History of Westchester County, New York, Vol. I
Neither Yonkers, nor Greenburgh, nor any of the Towns to the northward of tliem and of the White Plains, were in the slightest degree represented in that important assemblage; and every one who had previou.sly appeared as a leader of the farmers of the County, in their very unfrequent political doings, regardless of party associations, appears to have been, also, very carefully excluded, not improbably for the purpose of securing that harmonious action, in a preordained direction, which the presence of older and more experienced rivals might have turned toward some other part of the County than toward the Manor of Morrisania.
The Caucus undoubtedly discharged all the duties which its controlling spirit assigned to it -- it took into consideration, after a fashion of its own creation, the subject of the proposed election of Delegates to represent the County, or to assume to do so ; and it "agreed to send the following Notification to the "principal Freeholders in the different Towns and " Districts in the County," the designation of whom,
Westchester-county, was entrusted to Lewis Morris, of Morrisania, in the Borough Town of Westchester, a brother-in-law of Isaac Wilkins, of that Town, with the last-named of whom, as the leader of the majority ot the General Assembly of the Colony, the reader has been already made acquainted.
In all that had previously been said or done, in behalf of the Colony, in its dispute with the Home Government, not a Morris had been heard, except in that instance when one of them described the unfranchised masses of the Colonists as " poor reptiles" {vide Page 188, ante); but the fragrance of the distant emoluments and influences of office, more fully developed than ever before, had passed over from the City into Westchester-county ; and, reasonably enough to all who knew of the greed for office which every Morris of every period had possessed, both Lewis and Gouverneur, to say nothing of others, were no longer torpid and indifferent.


* **About this exercise**
Below are records; report the number of lines in them that include the word "subscript", with no other text.

* **Data to use**
┄┄┄┄┄┄┄┄┄┄┄┄┄┄┄┄┄┄┄┄

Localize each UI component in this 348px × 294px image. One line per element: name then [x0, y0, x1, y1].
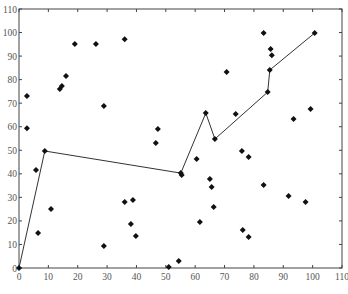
diamond-marker	[72, 41, 78, 47]
diamond-marker	[197, 219, 203, 225]
x-tick-label: 100	[306, 272, 321, 282]
x-tick-label: 90	[279, 272, 289, 282]
y-tick-label: 40	[8, 169, 18, 179]
y-tick-label: 100	[3, 28, 18, 38]
y-tick-label: 10	[8, 240, 18, 250]
diamond-marker	[42, 148, 48, 154]
diamond-marker	[233, 111, 239, 117]
diamond-marker	[209, 184, 215, 190]
diamond-marker	[33, 167, 39, 173]
diamond-marker	[224, 69, 230, 75]
y-tick-label: 80	[8, 75, 18, 85]
x-axis-tick-labels: 0102030405060708090100110	[17, 272, 348, 282]
diamond-marker	[153, 140, 159, 146]
diamond-marker	[101, 103, 107, 109]
y-tick-label: 110	[3, 5, 17, 15]
diamond-marker	[261, 182, 267, 188]
diamond-marker	[194, 156, 200, 162]
y-tick-label: 90	[8, 52, 18, 62]
diamond-marker	[240, 227, 246, 233]
diamond-marker	[133, 233, 139, 239]
x-tick-label: 80	[249, 272, 259, 282]
diamond-marker	[48, 206, 54, 212]
diamond-marker	[268, 46, 274, 52]
y-tick-label: 60	[8, 122, 18, 132]
diamond-marker	[35, 230, 41, 236]
x-tick-label: 50	[161, 272, 171, 282]
diamond-marker	[93, 41, 99, 47]
diamond-marker	[246, 234, 252, 240]
diamond-marker	[303, 199, 309, 205]
diamond-marker	[63, 73, 69, 79]
diamond-marker	[24, 125, 30, 131]
diamond-marker	[155, 126, 161, 132]
diamond-marker	[166, 264, 172, 270]
diamond-marker	[286, 193, 292, 199]
diamond-marker	[128, 221, 134, 227]
y-tick-label: 50	[8, 146, 18, 156]
diamond-marker	[130, 197, 136, 203]
x-tick-label: 0	[17, 272, 22, 282]
x-tick-label: 70	[220, 272, 230, 282]
x-tick-label: 40	[132, 272, 142, 282]
diamond-marker	[207, 176, 213, 182]
y-tick-label: 70	[8, 99, 18, 109]
diamond-marker	[269, 52, 275, 58]
y-tick-label: 20	[8, 216, 18, 226]
diamond-marker	[291, 116, 297, 122]
x-tick-label: 110	[335, 272, 348, 282]
diamond-marker	[211, 204, 217, 210]
diamond-marker	[246, 154, 252, 160]
axis-ticks	[19, 9, 342, 268]
x-tick-label: 60	[190, 272, 200, 282]
y-axis-tick-labels: 0102030405060708090100110	[3, 5, 18, 274]
x-tick-label: 20	[73, 272, 83, 282]
x-tick-label: 10	[44, 272, 54, 282]
plot-frame	[19, 9, 342, 268]
scatter-chart: 0102030405060708090100110 01020304050607…	[0, 0, 348, 294]
diamond-marker	[308, 106, 314, 112]
diamond-marker	[122, 199, 128, 205]
x-tick-label: 30	[102, 272, 112, 282]
diamond-marker	[24, 93, 30, 99]
diamond-marker	[203, 110, 209, 116]
y-tick-label: 30	[8, 193, 18, 203]
diamond-marker	[261, 30, 267, 36]
diamond-marker	[101, 243, 107, 249]
diamond-marker	[122, 36, 128, 42]
plot-border	[19, 9, 342, 268]
diamond-marker	[239, 148, 245, 154]
diamond-marker	[176, 258, 182, 264]
data-points	[16, 30, 318, 271]
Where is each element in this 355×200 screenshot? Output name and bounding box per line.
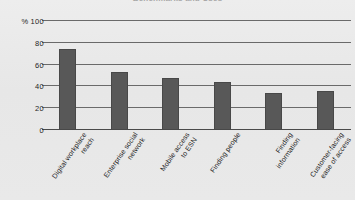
y-axis-unit: % <box>22 17 29 26</box>
bar[interactable] <box>162 78 179 130</box>
bar-slot <box>111 21 128 130</box>
bar-slot <box>162 21 179 130</box>
bar-chart: Benchmarks and Uses 020406080%100 Digita… <box>0 0 355 200</box>
x-axis-label: Finding people <box>209 131 243 175</box>
bar-series <box>42 21 351 130</box>
y-tick-value: 20 <box>35 104 44 113</box>
x-axis-label: Customer-facingease of access <box>309 131 353 184</box>
chart-title: Benchmarks and Uses <box>0 0 355 1</box>
y-tick-label-20: 20 <box>4 104 44 113</box>
bar-slot <box>59 21 76 130</box>
y-tick-label-0: 0 <box>4 126 44 135</box>
bar[interactable] <box>214 82 231 130</box>
y-tick-value: 40 <box>35 82 44 91</box>
x-axis-label: Digital workplacereach <box>50 131 95 185</box>
bar[interactable] <box>59 49 76 130</box>
y-tick-label-100: %100 <box>4 17 44 26</box>
y-tick-label-80: 80 <box>4 38 44 47</box>
y-tick-label-60: 60 <box>4 60 44 69</box>
bar[interactable] <box>111 72 128 130</box>
bar[interactable] <box>265 93 282 130</box>
x-axis-category-labels: Digital workplacereachEnterprise socialn… <box>42 131 351 200</box>
bar-slot <box>265 21 282 130</box>
x-axis-label-line1: Finding people <box>209 131 242 174</box>
y-tick-value: 100 <box>31 17 44 26</box>
plot-area <box>42 21 351 130</box>
y-tick-value: 80 <box>35 38 44 47</box>
bar-slot <box>214 21 231 130</box>
y-tick-label-40: 40 <box>4 82 44 91</box>
x-axis-label: Findinginformation <box>267 131 301 170</box>
bar[interactable] <box>317 91 334 130</box>
y-tick-value: 60 <box>35 60 44 69</box>
x-axis-label: Enterprise socialnetwork <box>103 131 148 185</box>
bar-slot <box>317 21 334 130</box>
x-axis-label: Mobile accessto ESN <box>159 131 199 178</box>
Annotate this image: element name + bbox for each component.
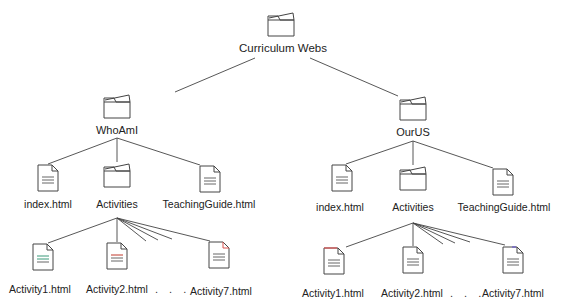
file-label: Activity2.html [86, 283, 148, 295]
file-label: Activity1.html [302, 287, 364, 299]
document-icon [106, 242, 128, 270]
file-label: index.html [24, 198, 72, 210]
document-icon [208, 241, 230, 269]
file-label: Activity2.html [381, 287, 443, 299]
branch-label-whoami: WhoAmI [96, 124, 138, 136]
document-icon [331, 164, 353, 192]
root-label: Curriculum Webs [239, 42, 327, 54]
ellipsis: . . . [450, 287, 485, 299]
branch-label-ourus: OurUS [396, 126, 430, 138]
file-label: index.html [316, 201, 364, 213]
document-icon [37, 164, 59, 192]
folder-label-activities: Activities [96, 198, 137, 210]
folder-icon [102, 162, 132, 190]
document-icon [323, 247, 345, 275]
folder-icon [398, 95, 428, 123]
file-label: Activity7.html [190, 285, 252, 297]
file-label: Activity7.html [482, 287, 544, 299]
document-icon [402, 246, 424, 274]
file-label: TeachingGuide.html [458, 201, 551, 213]
file-label: Activity1.html [9, 283, 71, 295]
folder-icon [398, 165, 428, 193]
ellipsis: . . . [155, 283, 190, 295]
file-label: TeachingGuide.html [163, 198, 256, 210]
folder-label-activities: Activities [392, 201, 433, 213]
folder-icon [102, 93, 132, 121]
folder-icon [266, 11, 296, 39]
document-icon [32, 243, 54, 271]
document-icon [492, 168, 514, 196]
document-icon [199, 165, 221, 193]
document-icon [502, 246, 524, 274]
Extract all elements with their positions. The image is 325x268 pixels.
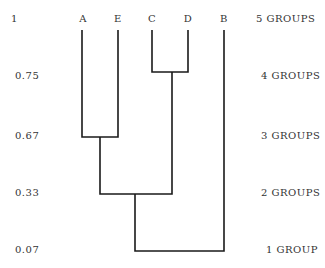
dendrogram-lines	[0, 0, 325, 268]
merge-c-d	[152, 30, 188, 72]
merge-all-b	[135, 30, 224, 251]
merge-ae-cd	[100, 72, 172, 194]
merge-a-e	[82, 30, 118, 137]
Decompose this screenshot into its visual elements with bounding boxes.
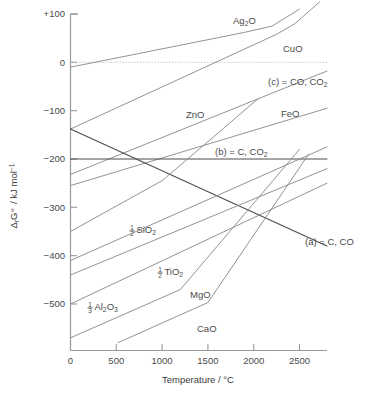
ellingham-diagram: +1000−100−200−300−400−500 05001000150020… — [0, 0, 376, 397]
y-title-exponent: −1 — [8, 163, 15, 171]
y-title-G: G — [8, 213, 19, 220]
series-line-Ag2O — [71, 9, 300, 67]
series-label-SiO2_half: 12SiO2 — [129, 224, 156, 238]
series-label-a_C_CO: (a) = C, CO — [305, 236, 354, 247]
series-label-Ag2O: Ag2O — [233, 15, 256, 27]
series-label-TiO2_half: 12TiO2 — [157, 266, 183, 280]
x-tick-label: 2000 — [243, 355, 264, 366]
series-label-MgO: MgO — [190, 289, 211, 300]
y-tick-label: 0 — [60, 57, 65, 68]
series-label-text: MgO — [190, 289, 211, 300]
series-label-text: ZnO — [186, 109, 204, 120]
series-label-text: (b) = C, CO2 — [215, 146, 268, 158]
series-label-text: SiO2 — [136, 224, 156, 236]
series-label-text: FeO — [281, 108, 299, 119]
subscript-2: 3 — [114, 306, 118, 313]
series-label-CaO: CaO — [197, 323, 217, 334]
x-tick-label: 1500 — [197, 355, 218, 366]
series-label-FeO: FeO — [281, 108, 299, 119]
series-label-text: CaO — [197, 323, 217, 334]
label-tail: O — [248, 15, 255, 26]
svg-text:ΔrG⦵ / kJ mol−1: ΔrG⦵ / kJ mol−1 — [8, 163, 20, 228]
series-label-text: CuO — [283, 43, 303, 54]
y-tick-label: +100 — [44, 8, 65, 19]
series-label-text: Al2O3 — [94, 301, 118, 313]
x-tick-label: 2500 — [289, 355, 310, 366]
series-label-Al2O3_third: 13Al2O3 — [87, 301, 118, 315]
y-tick-label: −200 — [44, 153, 65, 164]
y-tick-label: −500 — [44, 298, 65, 309]
x-axis-title: Temperature / °C — [162, 374, 234, 385]
y-tick-label: −100 — [44, 105, 65, 116]
subscript: 2 — [264, 151, 268, 158]
fraction-denominator: 2 — [158, 272, 162, 279]
x-tick-group: 05001000150020002500 — [68, 344, 310, 366]
y-title-units: / kJ mol — [8, 171, 19, 206]
subscript: 2 — [152, 229, 156, 236]
series-line-CaO — [118, 154, 309, 343]
series-line-ZnO — [71, 99, 259, 232]
series-label-text: (c) = CO, CO2 — [268, 76, 328, 88]
series-label-ZnO: ZnO — [186, 109, 204, 120]
series-label-c_CO_CO2: (c) = CO, CO2 — [268, 76, 328, 88]
fraction-denominator: 3 — [88, 307, 92, 314]
series-label-CuO: CuO — [283, 43, 303, 54]
label-mid: O — [107, 301, 114, 312]
series-label-text: (a) = C, CO — [305, 236, 354, 247]
fraction-denominator: 2 — [130, 230, 134, 237]
chart-svg: +1000−100−200−300−400−500 05001000150020… — [0, 0, 376, 397]
x-tick-label: 0 — [68, 355, 73, 366]
series-label-b_C_CO2: (b) = C, CO2 — [215, 146, 268, 158]
y-tick-label: −400 — [44, 250, 65, 261]
series-label-text: TiO2 — [164, 266, 183, 278]
series-label-text: Ag2O — [233, 15, 256, 27]
x-tick-label: 500 — [108, 355, 124, 366]
x-tick-label: 1000 — [152, 355, 173, 366]
y-axis-title: ΔrG⦵ / kJ mol−1 — [8, 163, 20, 228]
subscript: 2 — [324, 81, 328, 88]
subscript: 2 — [179, 271, 183, 278]
y-tick-label: −300 — [44, 202, 65, 213]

┄┄┄┄┄┄┄┄┄┄┄┄┄┄┄┄┄┄┄┄

* **Response for this exercise**
5